“My name was Cornelius Stack, and I have been lost to the wind for over a hundred years. Or so I think.
I suppose I was once like you. I can remember the feel of skin, of my fingertips as they brushed against pieces of paper, played against the bark of a tree. I can remember what it was to feel. I believe I can.
I can remember her. I think I can.”
It feels a little strange to talk about ‘transcendence’ with regards to a story involving monsters and magic, these elements of the fantastical that have little to do with the spiritual/psychological pursuits with which we might normally associate that term. There is, I think you might find, a noted difference between ‘transcendence’ and ‘escapism’, and narratives and fictions of a genre bent are typically tied to the latter.
But I’ve always found that escapism is only a small element in understanding the draw of fantasy and the fantastical. After all, if we sought these narratives because we seek escape, then why do so many of the great and beloved fantasy texts take the form of emotional and physical endurance tests in which our beloved protagonists suffer every indignity imaginable on their way towards happily ever after, an ending which is often a good deal more complicated than those three words suggest?
No, see, I believe we are drawn to the fantastic not as a means to escape reality but as a last-ditch effort to understand it. Children learn to understand the world through games and fairy tales, and we really are no better than them. The great masters of genre fiction and cinema understand that implicitly, and utilize their stories to reflect rather than deflect from these truths. And so you get David Cronenberg using mutations and mutilations to capture the emotional ravages of divorce (The Brood), cable television (Videodrome) and disease (The Fly). In his twin masterpieces The Devil’s Backbone and Pan’s Labyrinth, writer-director Guillermo del Toro used fantasies of ghosts and fauns to bring the ravages of civil war and splintered families to horrifying life, his monsters searing the savagery into a viewer’s mind in a way no stock war movie tropes possibly could.
And, hell, at least if the metaphors fail, you get a crazy monster movie out of it.
But if we accept my thesis as fact (which, I mean, would be only polite), then what does this have to do with ‘transcendence’? I think what you will find is that giving these fears and anxieties a face, even a monstrous one, allows you to process and deal with those fears and those anxieties, the fantastic emboldening you to overcome and transcend (see what I did there?) in a very real way.
That’s why I have to roll my eyes anytime someone tries to lump all horror fans into one category of blood-lusting lunatics getting off on watching co-eds gets cut up with a chainsaw. There’s plenty of chum to churn through (some of it more entertaining than others) but I find that most horror fans that I talk to are joined in pursuit of something much richer than cheap thrills and tawdry schlock. In tunneling into the darkness that exists at the core of all institutions and most people, we seek to find that light that survives, that overcomes these traumas and fights on for another day. In facing the Other, we find ourselves.
I wrote a weird little story about a man whose souls comes unstuck from his body and drifts forever on the wind. There are monsters and other magics in play, but the purpose of this story was never to give a quick bit of silly distraction. I wanted to talk about memory, about the way our choices echo long after we’ve finished making them, and I wanted to write about how so often the forces and factors that shape our lives our invisible to our eyes. There are a lot of ways such ideas can be tackled, as I’m sure a number of other wonderful stories within the upcoming collection can attest to, but I have always found that the weird (and the Weird) is the best way to mine emotional truths.
You don’t have to love genre stories and genre storytelling. Different strokes and all that. But please understand that we who create and inhale this material do so not because we can’t deal with the world as it is.
It’s because we see it for exactly what it is. We see the bars of reality very clearly.
But we also know how to set ourselves free.
An aspiring aspirer out of Massachusetts, Brendan Foley is the creator of the BLACK SUN DISPATCHES podcast. He offers nightmares at a very reduced price.”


→ **What is required**: Only these lines of the data below are wanted: the one with "Image resolution: width=1423", the one with "Task: Click on the button: Fuel", and any lines between them, each repeated exactly.
◆ ◆ ◆ ◆ ◆ ◆ ◆
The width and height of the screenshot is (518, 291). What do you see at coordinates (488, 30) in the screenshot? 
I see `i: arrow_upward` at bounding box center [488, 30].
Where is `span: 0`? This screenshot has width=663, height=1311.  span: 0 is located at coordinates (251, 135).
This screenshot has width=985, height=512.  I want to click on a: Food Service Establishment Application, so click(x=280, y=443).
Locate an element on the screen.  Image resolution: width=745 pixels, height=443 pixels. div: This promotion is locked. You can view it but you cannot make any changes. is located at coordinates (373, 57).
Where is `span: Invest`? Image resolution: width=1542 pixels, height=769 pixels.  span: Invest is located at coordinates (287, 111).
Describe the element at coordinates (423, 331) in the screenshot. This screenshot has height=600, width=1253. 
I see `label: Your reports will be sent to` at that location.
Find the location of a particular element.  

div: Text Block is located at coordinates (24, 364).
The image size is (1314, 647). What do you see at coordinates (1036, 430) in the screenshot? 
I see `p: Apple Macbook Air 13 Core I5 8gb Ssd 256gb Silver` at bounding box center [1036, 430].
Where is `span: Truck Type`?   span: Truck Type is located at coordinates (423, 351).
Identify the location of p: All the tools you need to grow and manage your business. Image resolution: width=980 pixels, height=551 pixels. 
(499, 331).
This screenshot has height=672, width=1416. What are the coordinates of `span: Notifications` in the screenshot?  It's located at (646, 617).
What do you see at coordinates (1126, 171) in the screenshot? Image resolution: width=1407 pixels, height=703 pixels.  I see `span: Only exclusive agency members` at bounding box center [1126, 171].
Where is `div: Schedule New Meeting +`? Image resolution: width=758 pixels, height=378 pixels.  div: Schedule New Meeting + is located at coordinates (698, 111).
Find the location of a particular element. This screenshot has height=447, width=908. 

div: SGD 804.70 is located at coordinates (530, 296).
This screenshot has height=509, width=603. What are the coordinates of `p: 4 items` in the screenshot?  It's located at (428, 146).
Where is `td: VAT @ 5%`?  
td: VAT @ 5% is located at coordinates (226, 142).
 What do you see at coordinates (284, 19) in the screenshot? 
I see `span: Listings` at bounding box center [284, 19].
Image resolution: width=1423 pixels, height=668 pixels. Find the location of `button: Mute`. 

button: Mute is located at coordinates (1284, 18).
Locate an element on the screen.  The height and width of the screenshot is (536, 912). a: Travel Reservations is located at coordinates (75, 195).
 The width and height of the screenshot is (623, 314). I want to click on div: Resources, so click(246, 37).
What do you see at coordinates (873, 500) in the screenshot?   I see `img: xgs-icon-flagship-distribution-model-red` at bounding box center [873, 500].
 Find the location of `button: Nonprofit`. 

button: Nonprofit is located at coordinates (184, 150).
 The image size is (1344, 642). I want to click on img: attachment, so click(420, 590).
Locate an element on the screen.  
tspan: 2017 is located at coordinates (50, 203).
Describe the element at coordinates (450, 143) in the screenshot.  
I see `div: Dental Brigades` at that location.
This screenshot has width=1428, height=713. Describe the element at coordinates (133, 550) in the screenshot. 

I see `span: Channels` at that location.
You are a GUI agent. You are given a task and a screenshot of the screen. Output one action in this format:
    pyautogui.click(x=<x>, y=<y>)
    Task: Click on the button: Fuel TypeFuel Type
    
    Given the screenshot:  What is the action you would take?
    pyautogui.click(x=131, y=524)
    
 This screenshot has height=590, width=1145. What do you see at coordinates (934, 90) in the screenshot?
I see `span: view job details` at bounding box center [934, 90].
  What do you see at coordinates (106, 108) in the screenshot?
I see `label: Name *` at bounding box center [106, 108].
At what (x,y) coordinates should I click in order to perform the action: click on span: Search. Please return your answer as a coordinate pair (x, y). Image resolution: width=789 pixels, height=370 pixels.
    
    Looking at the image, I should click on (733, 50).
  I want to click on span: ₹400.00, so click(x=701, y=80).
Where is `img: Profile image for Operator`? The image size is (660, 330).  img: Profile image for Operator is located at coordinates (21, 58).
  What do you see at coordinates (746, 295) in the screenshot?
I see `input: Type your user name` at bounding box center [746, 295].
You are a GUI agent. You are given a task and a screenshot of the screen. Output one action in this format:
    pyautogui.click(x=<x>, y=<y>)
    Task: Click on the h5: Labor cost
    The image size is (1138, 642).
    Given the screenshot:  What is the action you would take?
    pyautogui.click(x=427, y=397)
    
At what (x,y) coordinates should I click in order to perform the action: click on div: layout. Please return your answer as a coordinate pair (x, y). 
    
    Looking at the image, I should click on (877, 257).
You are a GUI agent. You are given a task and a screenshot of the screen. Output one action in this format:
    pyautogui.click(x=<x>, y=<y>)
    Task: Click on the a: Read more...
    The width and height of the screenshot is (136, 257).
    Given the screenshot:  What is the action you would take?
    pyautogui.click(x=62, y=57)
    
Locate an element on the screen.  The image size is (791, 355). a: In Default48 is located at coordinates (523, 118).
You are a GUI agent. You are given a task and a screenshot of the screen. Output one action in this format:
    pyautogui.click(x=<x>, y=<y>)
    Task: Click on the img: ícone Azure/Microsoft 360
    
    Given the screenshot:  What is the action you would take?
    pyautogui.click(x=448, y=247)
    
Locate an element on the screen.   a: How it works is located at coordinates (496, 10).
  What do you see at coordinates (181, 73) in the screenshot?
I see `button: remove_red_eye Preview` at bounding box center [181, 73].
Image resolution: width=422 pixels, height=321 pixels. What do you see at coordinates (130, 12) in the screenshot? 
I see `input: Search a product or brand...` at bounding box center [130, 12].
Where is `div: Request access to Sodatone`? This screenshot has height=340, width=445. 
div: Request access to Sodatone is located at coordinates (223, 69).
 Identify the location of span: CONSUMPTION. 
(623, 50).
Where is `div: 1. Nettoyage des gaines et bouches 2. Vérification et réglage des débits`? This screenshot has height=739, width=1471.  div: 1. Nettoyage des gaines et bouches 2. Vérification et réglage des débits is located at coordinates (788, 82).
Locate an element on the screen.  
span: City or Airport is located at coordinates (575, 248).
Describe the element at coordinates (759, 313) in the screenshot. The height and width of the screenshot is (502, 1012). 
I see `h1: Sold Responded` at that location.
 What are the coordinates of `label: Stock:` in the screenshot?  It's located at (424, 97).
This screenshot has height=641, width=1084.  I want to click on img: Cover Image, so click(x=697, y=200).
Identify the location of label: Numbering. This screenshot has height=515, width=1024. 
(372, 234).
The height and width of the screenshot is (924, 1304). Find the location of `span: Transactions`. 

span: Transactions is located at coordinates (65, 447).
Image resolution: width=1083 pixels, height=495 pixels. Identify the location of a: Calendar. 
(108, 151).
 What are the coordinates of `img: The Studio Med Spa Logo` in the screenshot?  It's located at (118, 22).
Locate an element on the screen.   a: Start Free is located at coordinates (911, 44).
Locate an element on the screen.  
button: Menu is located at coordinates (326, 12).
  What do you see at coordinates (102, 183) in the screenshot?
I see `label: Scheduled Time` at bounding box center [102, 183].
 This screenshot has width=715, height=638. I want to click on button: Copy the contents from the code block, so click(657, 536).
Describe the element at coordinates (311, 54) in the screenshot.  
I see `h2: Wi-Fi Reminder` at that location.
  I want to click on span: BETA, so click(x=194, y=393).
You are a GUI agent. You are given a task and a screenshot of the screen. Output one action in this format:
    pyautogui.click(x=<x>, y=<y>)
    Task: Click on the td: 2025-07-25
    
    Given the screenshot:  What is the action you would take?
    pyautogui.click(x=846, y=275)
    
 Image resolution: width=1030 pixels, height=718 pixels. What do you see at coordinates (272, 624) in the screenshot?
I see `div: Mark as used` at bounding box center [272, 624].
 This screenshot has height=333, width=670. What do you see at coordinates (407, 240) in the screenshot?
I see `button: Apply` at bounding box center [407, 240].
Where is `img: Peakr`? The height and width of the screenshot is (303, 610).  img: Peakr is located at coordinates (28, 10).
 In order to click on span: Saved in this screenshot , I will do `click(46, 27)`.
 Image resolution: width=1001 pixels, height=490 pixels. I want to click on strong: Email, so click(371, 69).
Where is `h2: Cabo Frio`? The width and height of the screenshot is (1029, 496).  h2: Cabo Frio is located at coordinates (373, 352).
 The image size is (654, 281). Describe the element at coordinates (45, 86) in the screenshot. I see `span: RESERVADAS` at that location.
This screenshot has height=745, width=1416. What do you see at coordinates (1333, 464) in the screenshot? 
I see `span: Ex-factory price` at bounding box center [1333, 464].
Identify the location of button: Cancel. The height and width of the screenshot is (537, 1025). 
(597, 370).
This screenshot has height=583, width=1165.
◆ ◆ ◆ ◆ ◆ ◆ ◆
→ **Output below**:
Image resolution: width=1423 pixels, height=668 pixels. Find the location of `button: Mute`. 

button: Mute is located at coordinates (1284, 18).
Locate an element on the screen.  The height and width of the screenshot is (536, 912). a: Travel Reservations is located at coordinates (75, 195).
 The width and height of the screenshot is (623, 314). I want to click on div: Resources, so click(246, 37).
What do you see at coordinates (873, 500) in the screenshot?   I see `img: xgs-icon-flagship-distribution-model-red` at bounding box center [873, 500].
 Find the location of `button: Nonprofit`. 

button: Nonprofit is located at coordinates (184, 150).
 The image size is (1344, 642). I want to click on img: attachment, so click(420, 590).
Locate an element on the screen.  
tspan: 2017 is located at coordinates (50, 203).
Describe the element at coordinates (450, 143) in the screenshot.  
I see `div: Dental Brigades` at that location.
This screenshot has width=1428, height=713. Describe the element at coordinates (133, 550) in the screenshot. 

I see `span: Channels` at that location.
You are a GUI agent. You are given a task and a screenshot of the screen. Output one action in this format:
    pyautogui.click(x=<x>, y=<y>)
    Task: Click on the button: Fuel TypeFuel Type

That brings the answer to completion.